SEATTLE -- If a photonics technology firm here has its way, soldiers, surgeons and video game fans will analyze their respective real or virtual environments in a whole new light. With a technique called virtual retinal display, computer users could receive digital visual information without the benefit -- or burden, according to the system's developers -- of a computer screen.
The system uses a laser or other light source to draw images directly onto the viewer's retina. "The system creates a display by leveraging the way the eye perceives light," explained Todd McIntyre, vice president of business development for Microvision Inc.

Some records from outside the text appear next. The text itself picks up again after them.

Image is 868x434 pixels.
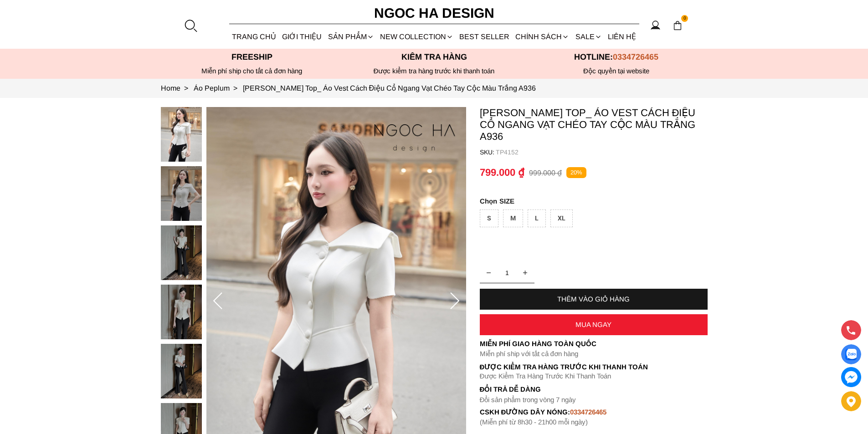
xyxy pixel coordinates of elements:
p: Freeship [161,52,343,62]
h6: Đổi trả dễ dàng [479,385,708,393]
font: 0334726465 [570,408,607,415]
p: 799.000 ₫ [479,166,524,179]
div: Chính sách [512,24,572,49]
a: NEW COLLECTION [376,24,456,49]
div: SẢN PHẨM [325,24,376,49]
img: Fiona Top_ Áo Vest Cách Điệu Cổ Ngang Vạt Chéo Tay Cộc Màu Trắng A936_mini_4 [161,343,202,398]
p: TP4152 [495,149,708,155]
span: > [229,84,241,92]
h6: Độc quyền tại website [525,67,708,75]
font: cskh đường dây nóng: [479,408,570,415]
a: Link to Áo Peplum [194,84,243,92]
p: 999.000 ₫ [529,168,562,177]
img: Fiona Top_ Áo Vest Cách Điệu Cổ Ngang Vạt Chéo Tay Cộc Màu Trắng A936_mini_3 [161,284,202,339]
p: Hotline: [525,52,708,62]
a: SALE [572,24,605,49]
span: 0 [681,15,688,22]
div: L [527,210,546,227]
input: Quantity input [479,264,535,282]
p: Được kiểm tra hàng trước khi thanh toán [343,67,525,75]
div: S [479,210,498,227]
a: LIÊN HỆ [605,24,639,49]
a: Display image [841,344,861,364]
div: MUA NGAY [479,321,708,328]
a: TRANG CHỦ [229,24,279,49]
a: Ngoc Ha Design [366,2,503,24]
p: Được Kiểm Tra Hàng Trước Khi Thanh Toán [479,371,708,380]
img: Display image [846,349,857,360]
a: Link to Fiona Top_ Áo Vest Cách Điệu Cổ Ngang Vạt Chéo Tay Cộc Màu Trắng A936 [243,84,537,92]
img: img-CART-ICON-ksit0nf1 [672,21,683,31]
p: Được Kiểm Tra Hàng Trước Khi Thanh Toán [479,363,708,371]
a: messenger [841,367,861,387]
a: GIỚI THIỆU [279,24,325,49]
div: M [503,210,523,227]
img: Fiona Top_ Áo Vest Cách Điệu Cổ Ngang Vạt Chéo Tay Cộc Màu Trắng A936_mini_2 [161,225,202,280]
font: Miễn phí ship với tất cả đơn hàng [479,350,578,357]
p: SIZE [479,197,708,205]
span: 0334726465 [612,52,658,62]
p: 20% [566,167,586,179]
img: Fiona Top_ Áo Vest Cách Điệu Cổ Ngang Vạt Chéo Tay Cộc Màu Trắng A936_mini_1 [161,166,202,221]
h6: SKU: [479,149,495,155]
div: THÊM VÀO GIỎ HÀNG [479,295,708,303]
span: > [181,84,192,92]
a: BEST SELLER [457,24,512,49]
a: Link to Home [161,84,194,92]
img: Fiona Top_ Áo Vest Cách Điệu Cổ Ngang Vạt Chéo Tay Cộc Màu Trắng A936_mini_0 [161,107,202,162]
p: [PERSON_NAME] Top_ Áo Vest Cách Điệu Cổ Ngang Vạt Chéo Tay Cộc Màu Trắng A936 [479,107,708,142]
div: Miễn phí ship cho tất cả đơn hàng [161,67,343,75]
font: Miễn phí giao hàng toàn quốc [479,340,596,347]
font: Đổi sản phẩm trong vòng 7 ngày [479,396,576,403]
font: Kiểm tra hàng [402,52,467,62]
div: XL [551,210,573,227]
font: (Miễn phí từ 8h30 - 21h00 mỗi ngày) [479,418,588,426]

Refractive and reflective optical elements direct the light into the eye, projecting an image through the pupil onto the retina. A scanner arranges pixels in a raster pattern onto the retina, and with the aid of light eyewear, the viewer sees the image as if it were an arm's length away.
Using the technology's augmented or "see-through" vision applications, surgeons could use the system to view data that is, in effect, superimposed on their view of the patient.

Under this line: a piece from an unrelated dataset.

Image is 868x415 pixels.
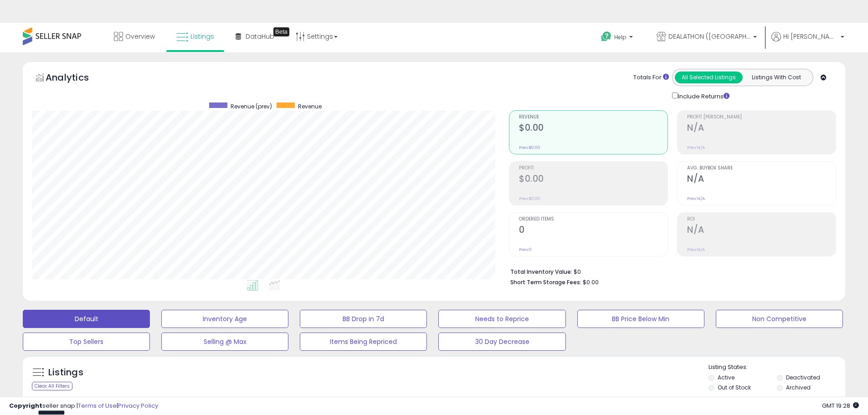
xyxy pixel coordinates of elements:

For users who are leery about the idea of having light beams shot into their eyes, McIntyre reassured that the levels coming from the light sources are in the nanowatt range -- less than a bank of lights in an average office and not enough to create an "after image" in the eye after extended use.
McIntyre speculates that products using virtual retinal display will hit the market by the third quarter of 1998.
However, it will probably be another five years before video-arcade patrons are going head-to-head with aliens or killer ninjas by meeting them eye-to-eye.